Judges’ comments: 2015 saw the return to a single prize-winner, Tasmania’s “Bryan of Blidworth”. The judges commended Bryan’s engagement with the smaller, everyday continuities of British culture that link us back to the days of the Anglo-Saxon hall – which of course is the centrepiece of our earliest literature, such as Beowulf.
The positive heritage of British culture in Australia, by “Bryan of Blidworth” (Tasmania)
I’m a first generation Australian; my father is English, from Nottinghamshire and he came to Australia as a post-war (WW2) 10 pound POM. I lived in the U.K. for a few years as a young adult exploring the world, before returning to Australia.
When I think of the positive heritage of British Culture, I think of the less tangible, but all important cultural traits that I, and many others whose cultural roots are British, share in common. These are age-old customs, traditions and character strengths, traits you can count on when you meet a Britisher, and it’s instantly recognisable: strong and comforting.
When you meet someone for the first time, and you get a solid, strong handshake, looking someone in the eye, it’s a sign of respect, the start of a social bond. Hand-shakes, as a cultural act, are an inherently British form of expression, hailing from our Celtic, Anglo-Saxon and Norse forebears. The Norse sealed bargains with a hand shake, as we still do. When we shake hands, we “shake-on-it”, seal a bargain, give our word as our bond. Amongst the Scots, the expression of genuine friendship is to clasp the hand and embrace the friend, saying, ‘There’s my heart, there’s my hand’. It’s an expression of mutual respect, loyalty, steadfastness. It’s an instant mutual recognition that you can trust this person, you know where you stand.
An increasingly disappearing, but nonetheless important, legacy of our British heritage, is the pub. When you’re in such a place, you are among friends. It’s an extension of the lounge room at home; it harks back to the Anglo-Saxon hall. It’s a place of community, where the social fabric is unpicked and rewoven. Where news, views, stories are exchanged, and one of the few strongest places where British culture can thrive.
Pubs have been polluted by gambling, pokies, keno, big screens and artificial, rip-off commercialism and ugly paraphernalia. A good pub relies on the quality of its food, music, and ale, to bring the community into a safe place. This is the village pub; you see it still in rural Australia, and in some out of the way corners of our cities. It’s the communal trophy cabinet, where grandad’s name is on a darts trophy, where games hailing from Anglo-Saxon times, like skittles, and bait-the-bull, chess and draughts are still played. It’s a repository of local culture, where everyone can tell you who caught the fish mounted on the wall, or who won the quiz last week. It’s a place where the age old British hospitality to strangers and travellers is still offered and gratefully received.
In the short space I have left to spare, I also want to write about the positive heritage of the British in Australia, when it comes to mend-and-make do, and to carry on with a stiff upper lip.
The hipsters of 10 minutes ago try to tell us to recycle, as if it’s a new idea. Every generation of working English families has inherited the skills and ideas and practices of ‘re-use, re-purpose, recycle’, from the generation before. From the experience of living through lean times, through many ‘home fronts’, of depressions and world wars, back to before the industrial revolution, before mass production and cheap imports, the English are past-masters at the art of looking after what you have, and making, re-using, re-recycling everything else. There is a continuity here that I experience every day. My veggie garden and chook pen is no different from the ‘Dig for Victory’ garden of my grandparents and great grandparents. (My great grandfather lost his fore-arm fighting at the Somme in WW1, and had a wooden hand and a mechanical jaw so he could still dig his garden with a spade!) I’d go even further, and say that tradition of Australian men having a shed in the backyard, where things are mended, made and fixed, comes from our British heritage, from the tenacity and ingenuity of the English to make, it, mend it, get on with the job and do it well. The things we make and do are a reflection of our people. We are decent, good quality, purposeful, inventive, reliable, honest, resilient and made to last. May the heritage of the English continue in Australia for generations to come.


DIRECTIONS FOR THIS TASK -
Without the pictures, set down every line of the data exactly.

EXTRACTED ENTRIES -

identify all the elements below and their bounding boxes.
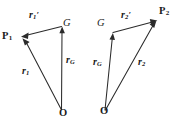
vector-label-r1-prime: r1′ bbox=[29, 10, 39, 21]
vector-diagram-canvas bbox=[0, 0, 182, 127]
vector-rG-right-arrowhead bbox=[110, 33, 116, 40]
point-label-G-right-base: G bbox=[97, 17, 105, 28]
vector-label-r1-prime-subscript: 1 bbox=[33, 13, 36, 20]
point-label-P2-base: P bbox=[159, 5, 165, 16]
vector-rG-right bbox=[105, 33, 115, 110]
vector-r1-arrowhead bbox=[22, 38, 29, 45]
point-label-P1-subscript: 1 bbox=[9, 34, 13, 42]
right-diagram-group bbox=[105, 19, 157, 110]
vector-r1-shaft bbox=[26, 42, 61, 109]
point-label-G-right: G bbox=[97, 18, 105, 29]
point-label-P2-subscript: 2 bbox=[166, 9, 170, 17]
vector-r1-prime bbox=[21, 27, 62, 39]
vector-label-rG-left: rG bbox=[66, 55, 75, 66]
vector-diagram-figure: P1 G O r1′ rG r1 G P2 O r2′ rG r2 bbox=[0, 0, 182, 127]
vector-label-r2-prime-mark: ′ bbox=[129, 10, 132, 20]
vector-label-rG-right-subscript: G bbox=[97, 60, 102, 67]
vector-label-r1-subscript: 1 bbox=[26, 69, 29, 76]
point-label-O-left: O bbox=[59, 108, 67, 119]
vector-label-r1-prime-mark: ′ bbox=[37, 10, 40, 20]
vector-label-r2-prime-subscript: 2 bbox=[125, 13, 128, 20]
vector-r1-prime-shaft bbox=[26, 27, 62, 36]
point-label-O-right: O bbox=[100, 106, 108, 117]
vector-label-r2: r2 bbox=[138, 57, 145, 68]
vector-label-rG-left-subscript: G bbox=[70, 58, 75, 65]
point-label-P1-base: P bbox=[2, 30, 8, 41]
vector-label-r2-prime: r2′ bbox=[121, 10, 131, 21]
point-label-P1: P1 bbox=[2, 31, 12, 42]
point-label-O-left-base: O bbox=[59, 107, 67, 118]
point-label-O-right-base: O bbox=[100, 105, 108, 116]
vector-rG-left bbox=[59, 27, 65, 110]
vector-r1-prime-arrowhead bbox=[21, 33, 29, 39]
point-label-P2: P2 bbox=[159, 6, 169, 17]
point-label-G-left: G bbox=[63, 18, 71, 29]
vector-rG-left-shaft bbox=[62, 32, 63, 110]
vector-label-rG-right: rG bbox=[93, 57, 102, 68]
vector-r2-prime-shaft bbox=[113, 22, 153, 33]
point-label-G-left-base: G bbox=[63, 17, 71, 28]
vector-label-r1: r1 bbox=[22, 66, 29, 77]
vector-label-r2-subscript: 2 bbox=[142, 60, 145, 67]
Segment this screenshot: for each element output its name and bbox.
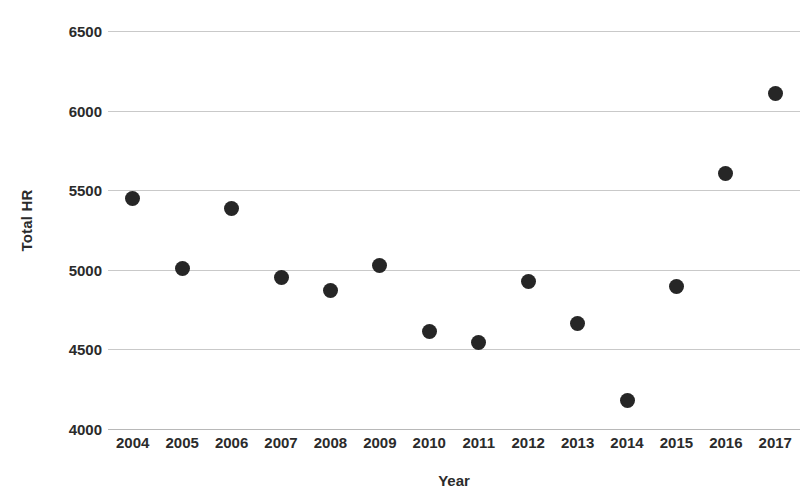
y-axis-title-label: Total HR [18,189,35,251]
data-point [323,283,338,298]
plot-area [108,31,800,429]
data-point [570,316,585,331]
x-axis-tick-label: 2017 [759,434,792,451]
x-axis-title: Year [108,472,800,489]
y-axis-tick-label: 4500 [44,341,102,358]
gridline [108,190,800,191]
y-axis-tick-label: 6000 [44,102,102,119]
data-point [125,191,140,206]
gridline [108,349,800,350]
chart-title-clipped [0,0,812,5]
x-axis-tick-label: 2005 [165,434,198,451]
x-axis-tick-labels: 2004200520062007200820092010201120122013… [108,434,800,458]
y-axis-tick-label: 4000 [44,421,102,438]
y-axis-tick-label: 5500 [44,182,102,199]
data-point [274,270,289,285]
x-axis-tick-label: 2013 [561,434,594,451]
y-axis-tick-label: 5000 [44,261,102,278]
x-axis-tick-label: 2010 [413,434,446,451]
data-point [224,201,239,216]
gridline [108,270,800,271]
data-point [620,393,635,408]
y-axis-tick-labels: 400045005000550060006500 [44,0,102,440]
data-point [669,279,684,294]
x-axis-tick-label: 2011 [462,434,495,451]
x-axis-tick-label: 2016 [709,434,742,451]
x-axis-tick-label: 2012 [511,434,544,451]
x-axis-tick-label: 2007 [264,434,297,451]
y-axis-title: Total HR [6,0,46,440]
gridline [108,111,800,112]
data-point [521,274,536,289]
x-axis-tick-label: 2015 [660,434,693,451]
x-axis-tick-label: 2009 [363,434,396,451]
data-point [471,335,486,350]
data-point [372,258,387,273]
gridline [108,31,800,32]
data-point [718,166,733,181]
data-point [175,261,190,276]
x-axis-tick-label: 2004 [116,434,149,451]
data-point [768,86,783,101]
y-axis-tick-label: 6500 [44,23,102,40]
x-axis-tick-label: 2008 [314,434,347,451]
x-axis-tick-label: 2006 [215,434,248,451]
gridline [108,429,800,430]
data-point [422,324,437,339]
scatter-chart: Total HR 400045005000550060006500 200420… [0,0,812,500]
x-axis-tick-label: 2014 [610,434,643,451]
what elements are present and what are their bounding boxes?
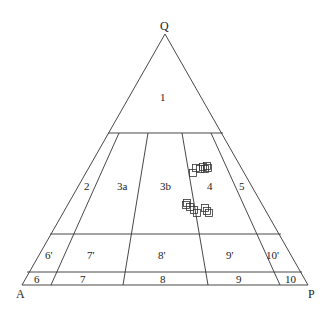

COMPLETED TASK -
identify all the elements below and their bounding boxes.
vector-label-r1-prime: r1′ bbox=[29, 10, 39, 21]
vector-diagram-canvas bbox=[0, 0, 182, 127]
vector-rG-right-arrowhead bbox=[110, 33, 116, 40]
point-label-G-right-base: G bbox=[97, 17, 105, 28]
vector-label-r1-prime-subscript: 1 bbox=[33, 13, 36, 20]
point-label-P2-base: P bbox=[159, 5, 165, 16]
vector-rG-right bbox=[105, 33, 115, 110]
vector-r1-arrowhead bbox=[22, 38, 29, 45]
point-label-P1-subscript: 1 bbox=[9, 34, 13, 42]
right-diagram-group bbox=[105, 19, 157, 110]
vector-r1-shaft bbox=[26, 42, 61, 109]
point-label-G-right: G bbox=[97, 18, 105, 29]
point-label-P2-subscript: 2 bbox=[166, 9, 170, 17]
vector-r1-prime bbox=[21, 27, 62, 39]
vector-label-rG-left: rG bbox=[66, 55, 75, 66]
vector-diagram-figure: P1 G O r1′ rG r1 G P2 O r2′ rG r2 bbox=[0, 0, 182, 127]
vector-label-r2-prime-mark: ′ bbox=[129, 10, 132, 20]
vector-label-rG-right-subscript: G bbox=[97, 60, 102, 67]
vector-label-r1-subscript: 1 bbox=[26, 69, 29, 76]
point-label-O-left: O bbox=[59, 108, 67, 119]
vector-label-r1-prime-mark: ′ bbox=[37, 10, 40, 20]
vector-label-r2-prime-subscript: 2 bbox=[125, 13, 128, 20]
vector-r1-prime-shaft bbox=[26, 27, 62, 36]
point-label-O-right: O bbox=[100, 106, 108, 117]
vector-label-r2: r2 bbox=[138, 57, 145, 68]
vector-label-rG-left-subscript: G bbox=[70, 58, 75, 65]
point-label-P1-base: P bbox=[2, 30, 8, 41]
vector-label-r2-prime: r2′ bbox=[121, 10, 131, 21]
point-label-P1: P1 bbox=[2, 31, 12, 42]
point-label-O-left-base: O bbox=[59, 107, 67, 118]
point-label-O-right-base: O bbox=[100, 105, 108, 116]
vector-rG-left bbox=[59, 27, 65, 110]
vector-r1-prime-arrowhead bbox=[21, 33, 29, 39]
point-label-P2: P2 bbox=[159, 6, 169, 17]
point-label-G-left: G bbox=[63, 18, 71, 29]
vector-rG-left-shaft bbox=[62, 32, 63, 110]
vector-label-rG-right: rG bbox=[93, 57, 102, 68]
vector-r2-prime-shaft bbox=[113, 22, 153, 33]
point-label-G-left-base: G bbox=[63, 17, 71, 28]
vector-label-r1: r1 bbox=[22, 66, 29, 77]
vector-label-r2-subscript: 2 bbox=[142, 60, 145, 67]
Segment this screenshot: for each element output its name and bbox.
y-axis-title-label: Total HR [18,189,35,251]
data-point [323,283,338,298]
plot-area [108,31,800,429]
data-point [570,316,585,331]
x-axis-tick-label: 2017 [759,434,792,451]
x-axis-title: Year [108,472,800,489]
y-axis-tick-label: 4500 [44,341,102,358]
gridline [108,190,800,191]
y-axis-tick-label: 6000 [44,102,102,119]
data-point [125,191,140,206]
gridline [108,349,800,350]
chart-title-clipped [0,0,812,5]
x-axis-tick-label: 2005 [165,434,198,451]
x-axis-tick-labels: 2004200520062007200820092010201120122013… [108,434,800,458]
y-axis-tick-label: 4000 [44,421,102,438]
y-axis-tick-label: 5500 [44,182,102,199]
data-point [274,270,289,285]
x-axis-tick-label: 2013 [561,434,594,451]
y-axis-tick-label: 5000 [44,261,102,278]
x-axis-tick-label: 2010 [413,434,446,451]
data-point [224,201,239,216]
gridline [108,270,800,271]
data-point [620,393,635,408]
y-axis-tick-labels: 400045005000550060006500 [44,0,102,440]
data-point [669,279,684,294]
x-axis-tick-label: 2011 [462,434,495,451]
x-axis-tick-label: 2016 [709,434,742,451]
x-axis-tick-label: 2012 [511,434,544,451]
x-axis-tick-label: 2007 [264,434,297,451]
y-axis-title: Total HR [6,0,46,440]
gridline [108,111,800,112]
data-point [521,274,536,289]
x-axis-tick-label: 2015 [660,434,693,451]
x-axis-tick-label: 2009 [363,434,396,451]
data-point [471,335,486,350]
data-point [372,258,387,273]
gridline [108,31,800,32]
data-point [718,166,733,181]
data-point [175,261,190,276]
x-axis-tick-label: 2004 [116,434,149,451]
data-point [768,86,783,101]
y-axis-tick-label: 6500 [44,23,102,40]
x-axis-tick-label: 2008 [314,434,347,451]
x-axis-tick-label: 2006 [215,434,248,451]
gridline [108,429,800,430]
data-point [422,324,437,339]
scatter-chart: Total HR 400045005000550060006500 200420… [0,0,812,500]
x-axis-tick-label: 2014 [610,434,643,451]
what elements are present and what are their bounding boxes?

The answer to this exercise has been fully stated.